Thursday, January 22, 2009

First person vs third person

There are always two parallel (different yet complementary) descriptions of the objective world namely the first person and the third person account. Behaviorists believe that the first person account is not required implying that consciousness does not exist. However, this can not be correct. For example, I may see a picture and experience a certain kind of emotion that can not be described by a third person. Philosophers call this conundrum the riddle of qualia or subjective sensation.

As V.S. Ramachandran says, "This need to reconcile the first−person and third−person accounts of the universe (the "I" view versus the "he" or "it" view) is the single most important unsolved problem in science. Dissolve this barrier, say the Indian mystics and sages, and you will see that the separation between self and nonself is an illusion—that you are really One with the cosmos."

Einstein on consciousness

A human being is a part of a whole, called by us 'universe', a part limited in time and space. He experiences himself, his thoughts and feelings as something separated from the rest... a kind of optical delusion of his consciousness. This delusion is a kind of prison for us, restricting us to our personal desires and to affection for a few persons nearest to us. Our task must be to free ourselves from this prison by widening our circle of compassion to embrace all living creatures and the whole of nature in its beauty.
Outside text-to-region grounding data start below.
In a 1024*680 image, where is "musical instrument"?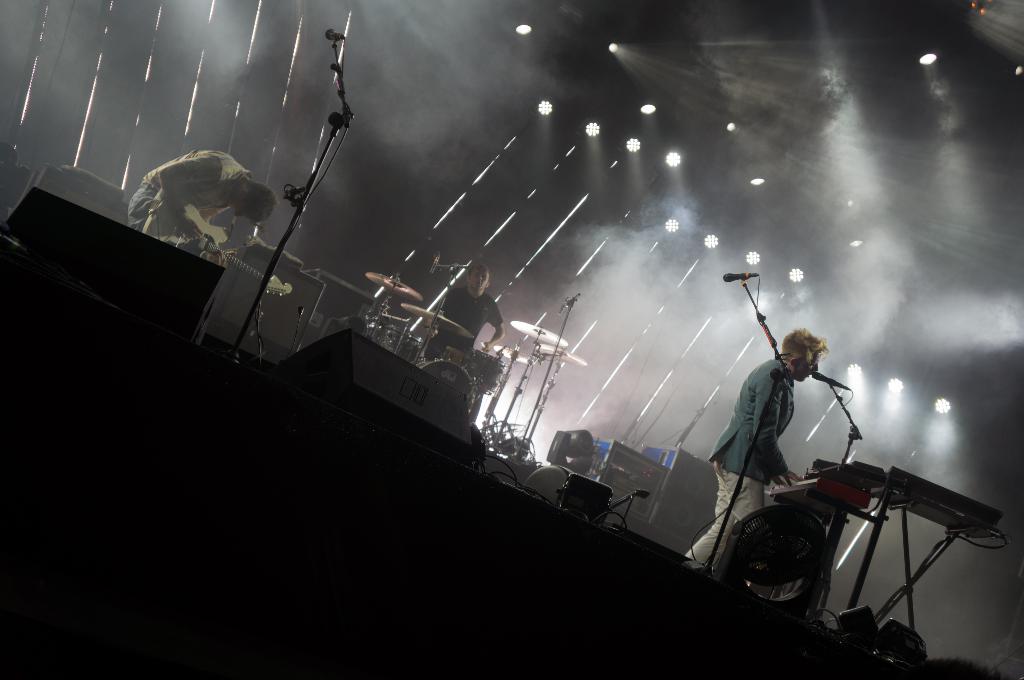
505, 316, 570, 345.
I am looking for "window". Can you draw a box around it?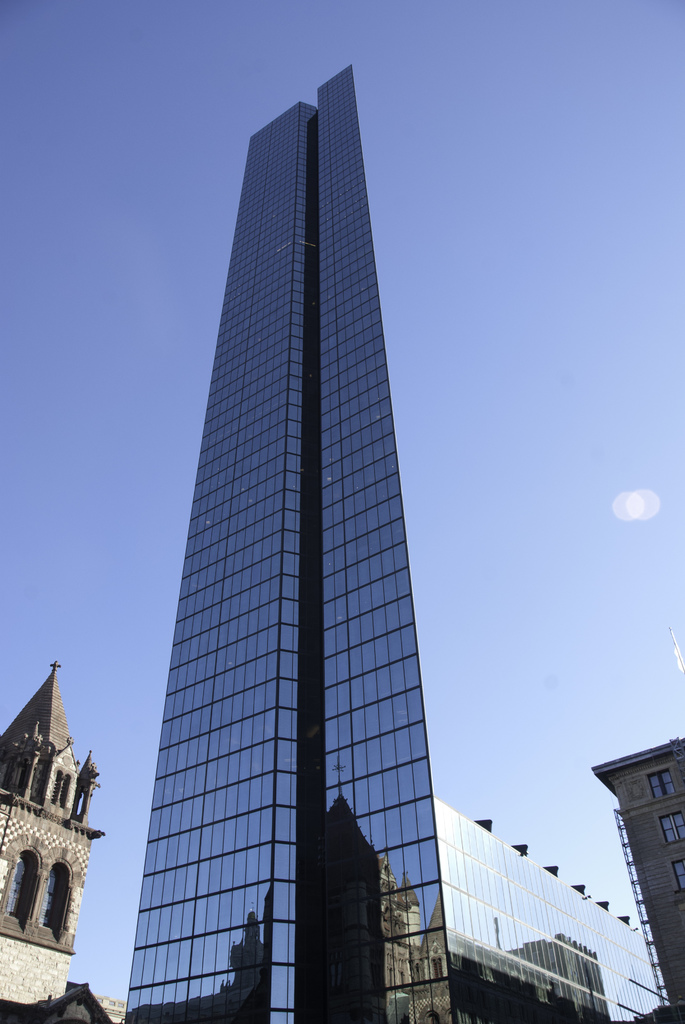
Sure, the bounding box is (675, 858, 684, 897).
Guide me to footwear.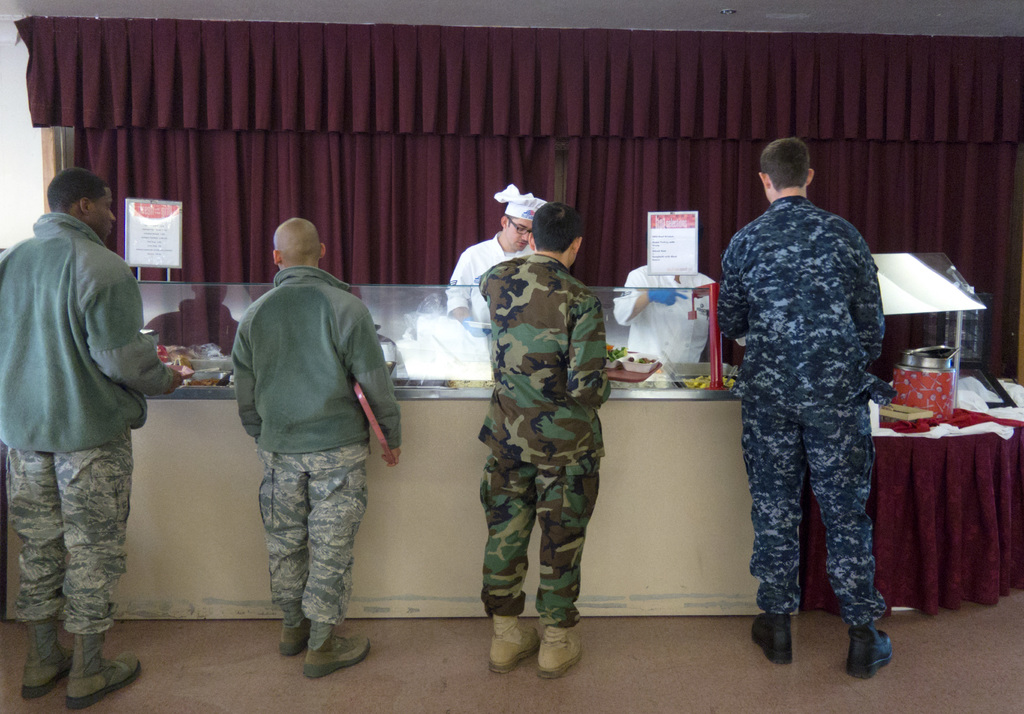
Guidance: pyautogui.locateOnScreen(25, 656, 70, 694).
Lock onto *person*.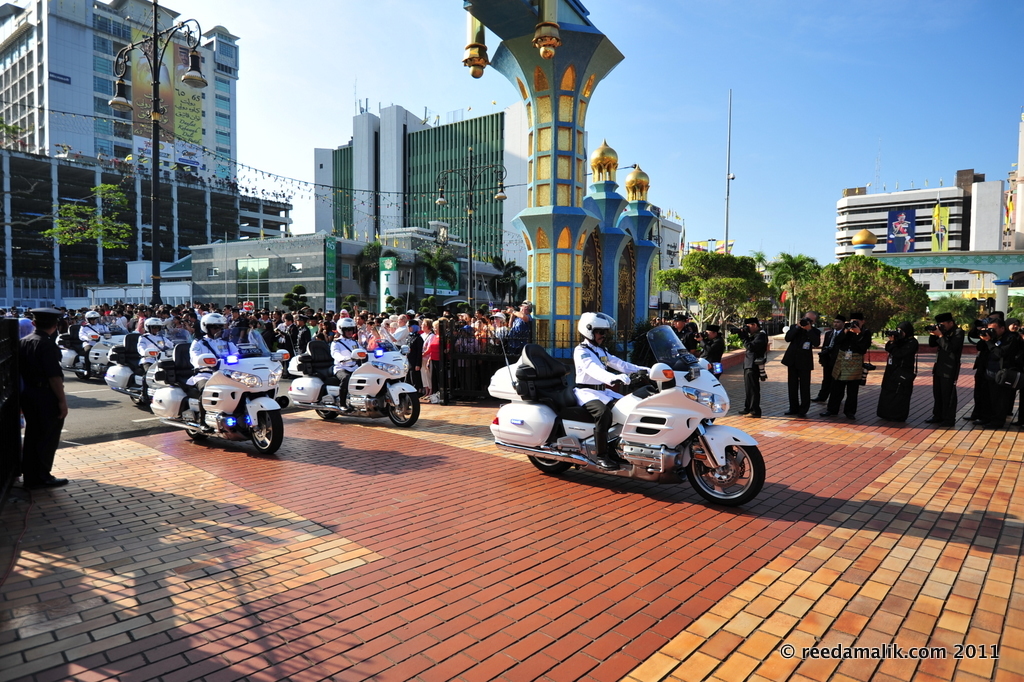
Locked: [left=874, top=316, right=916, bottom=421].
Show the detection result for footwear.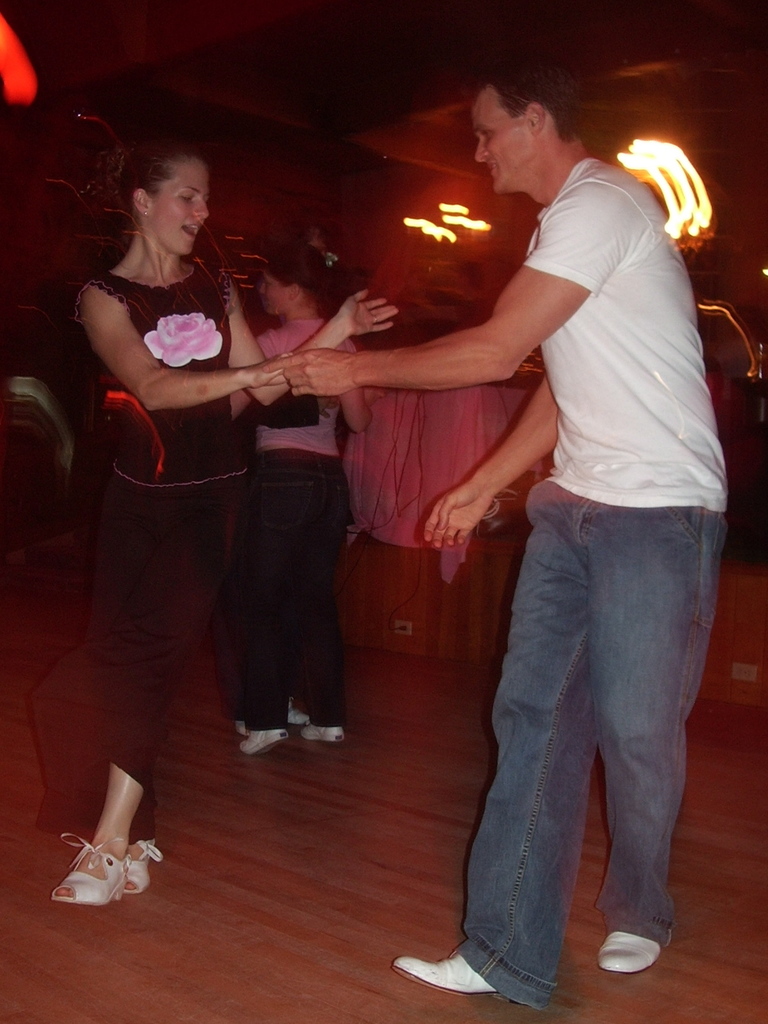
115, 835, 164, 900.
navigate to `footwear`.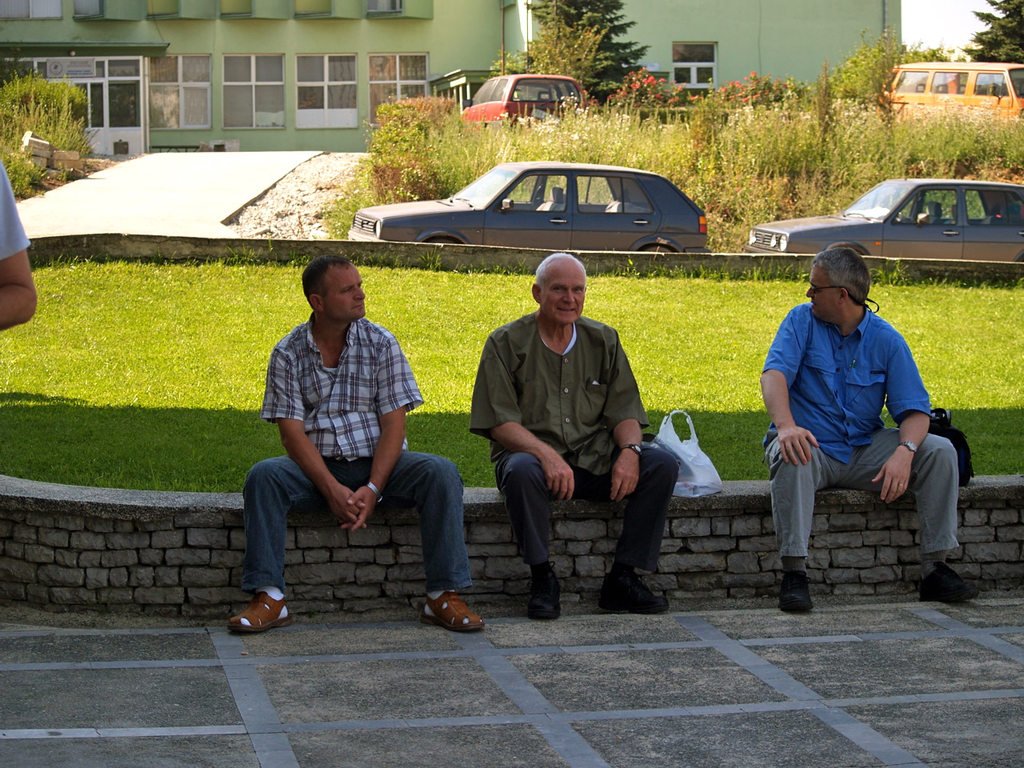
Navigation target: detection(522, 558, 561, 626).
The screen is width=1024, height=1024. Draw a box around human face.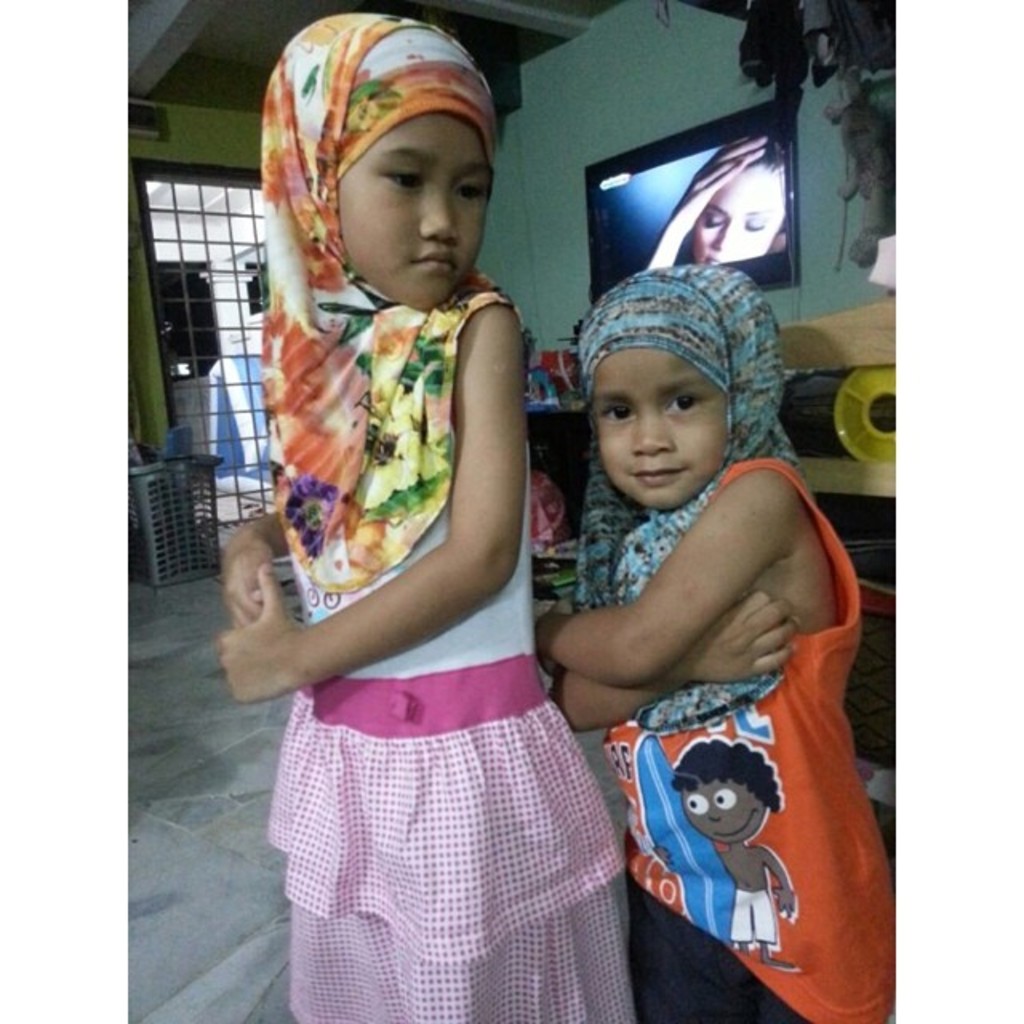
{"left": 678, "top": 776, "right": 770, "bottom": 846}.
Wednesday, January 21, 2009

What is Self?

Vilayanur S. "Rama" Ramachandran, in his book, Phantoms in the brain, writes,

During the last three decades, neuroscientists throughout the world have probed the nervous system in fascinating detail and have learned a great deal about the laws of mental life and about how these laws emerge from the brain. The pace of progress has been exhiliarating, but—at the same time—the findings make many people uncomfortable. It seems somehow disconcerting to be told that your life, all your hopes, triumphs and aspirations simply arise from the activity of neurons in your brain. But far from being humiliating, this idea is ennobling, I think. Science— cosmology, evolution and especially the brain sciences—is telling us that we have no privileged position in the universe and that our sense of having a private nonmaterial soul "watching the world" is really an illusion (as has long been emphasized by Eastern mystical traditions like Hinduism and Zen Buddhism). Once you realize that far from being a spectator, you are in fact part of the eternal ebb and flow of events in the cosmos, this realization is very liberating. 

Advaita Vedanta Books

When I was in USA, my friends and I started the Sanskrit Documents Site. Though I volunteered and translated some documents, I am no longer actively involved in coding. It is probably still the best site for the sanskrit documents. For advaita vedanta, you can look at the links under Shankara. Two other sites that provide extensive books on advaita vedanta (for free) are the sites on Adi Shankara and Bhagavan Ramana Maharshi

Tuesday, January 20, 2009

Multiple Personality Disorders

In medicine, much can be learned from exceptions rather than from a routine study. Multiple Personality Disorders was made famous in the book, Dr Jekyll and Mr Hyde, in which two personalities inhabit the same body. Recent medical researcg shows that these two personalities may exhibit even widely different physical characteristics. For example, while one personality would be diabetic, the other personality would test normal for sugar. Similarly, while one personality is short-sighted, the other personality is long-sighted. Though these two personalities inhabit the same body, how does the body exhibit different physical and chemical characteristics in each personality? What is the role of mind over matter?

What is Life?

Schrödinger concludes the final chapter on his book, What is Life, with philosophical discussions on free will, and human consciousness. He concludes each individual's consciousness is only a manifestation of a unitary consciousness pervading the universe, which is the goal of Advaita Vedanta.

Tuesday, September 30, 2008


THREE GREAT PLACES






The three places are Thiruvannamalai, Kailas and Kedarnath.